Snapping is enabled by calling gtk_snapshot_set_snap() . If enabled, it will slightly adjust the placement of rectangles when drawing so that they align with the pixel grid and don’t cover half a pixel.
Content drawn with GTK is scaled automatically by the desktop’s scale factor. But with the arrival of native fractional scaling, it is no longer possible to know if content is aligned to the pixel grid.
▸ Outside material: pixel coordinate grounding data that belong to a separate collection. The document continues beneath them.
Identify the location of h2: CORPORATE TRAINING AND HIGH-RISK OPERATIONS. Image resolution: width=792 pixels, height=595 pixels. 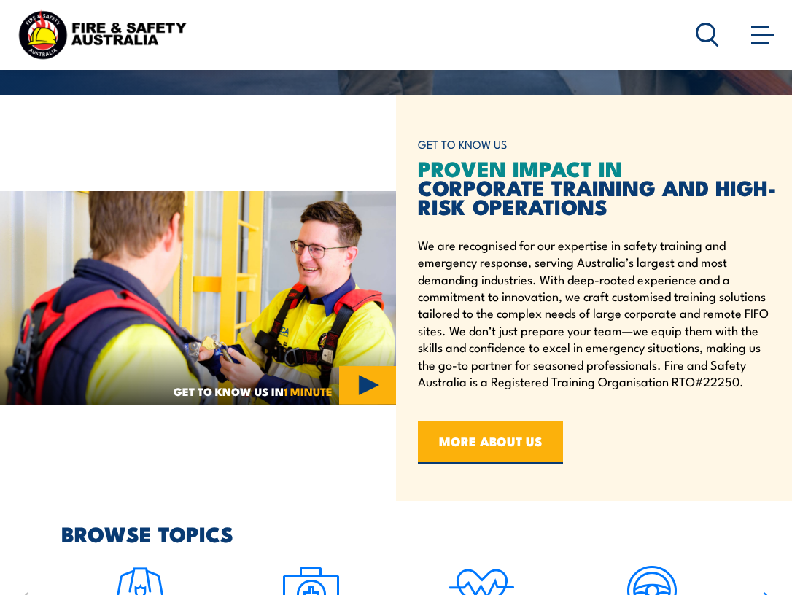
(597, 187). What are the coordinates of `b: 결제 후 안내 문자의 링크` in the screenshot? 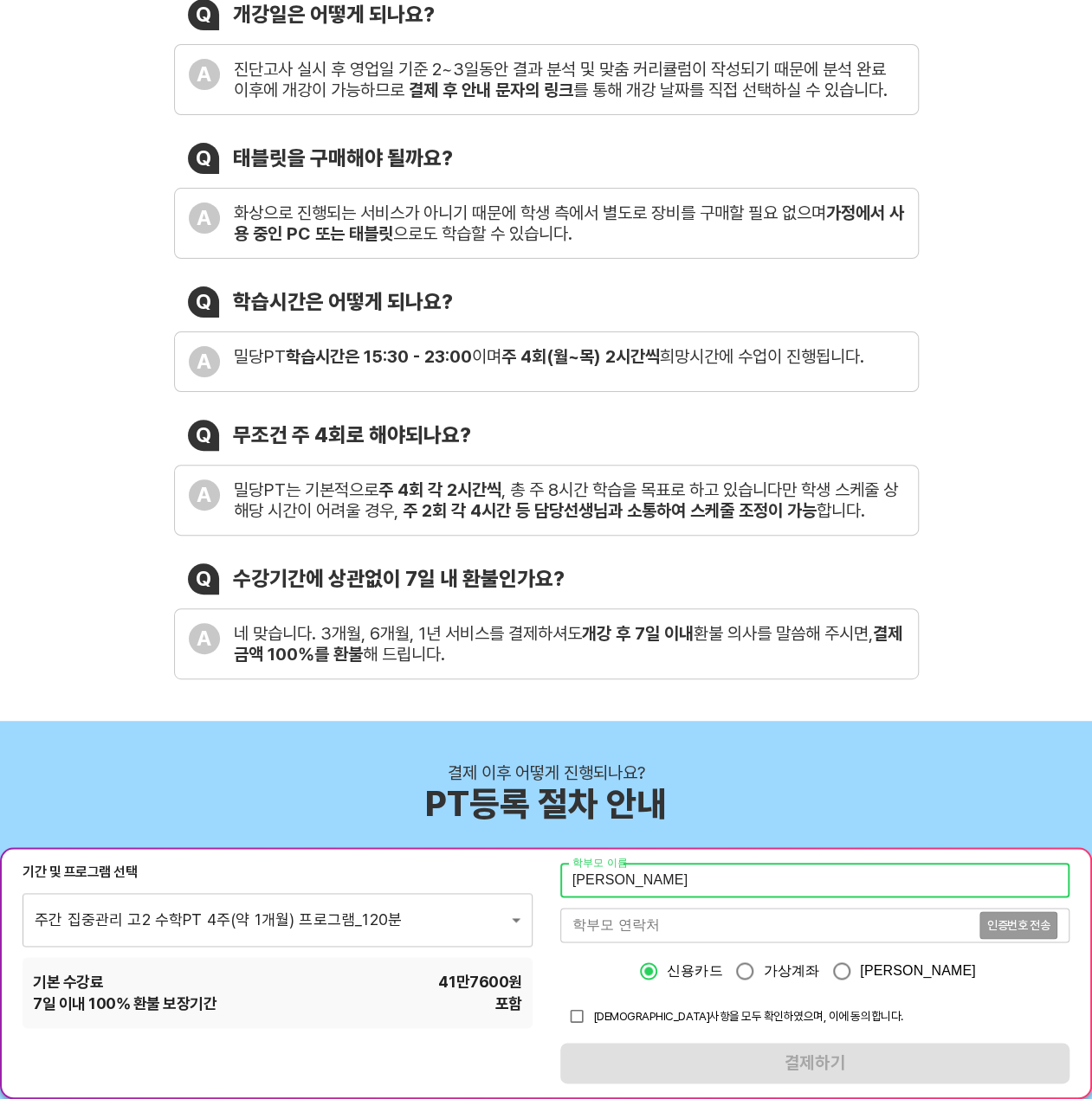 It's located at (491, 90).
While that is usually not a problem, there are a few cases where it is:
Sprite grids
Gameeky is a learning game that plays on a grid. Unfortunately, on a fractionally scaled machine, it can end up looking like this:
Once those sprites are snapped to the pixel grid by rounding to the nearest pixel, the same image looks like this
Sharp images
Often Applications want to display images in a way that matches the pixels of the image 1:1 with pixels of the monitor. This is a challenge on a fractionally scaled display. Not only is it important to get the scale factor right, it’s also important to align the pixels correctly, or they will appear slightly blurry.
The use case is not just image viewers that want to offer a 1:1 zoom factor, but all applications that redirect drawing, from game emulators to viewers like Boxes or Connections .
Hardware optimizations
And finally, there are optimizations like graphics offload that rely on content being aligned to the pixel grid or the hardware cannot optimize them. So it is important to snap content to the pixel grid for those cases.
Why don’t we just always snap to the grid?
There is one big problem with automatic snapping: smoothness. Because snapping only works on full pixels, doing slow animations causes content to jump from one pixel to the next. And that causes jitter.
The main situation where one can see this is smooth scrolling, like in this example:
Summary
The next GTK release will offer a new way to tame the effects of fractional scaling. Please try it out and let us know how it works!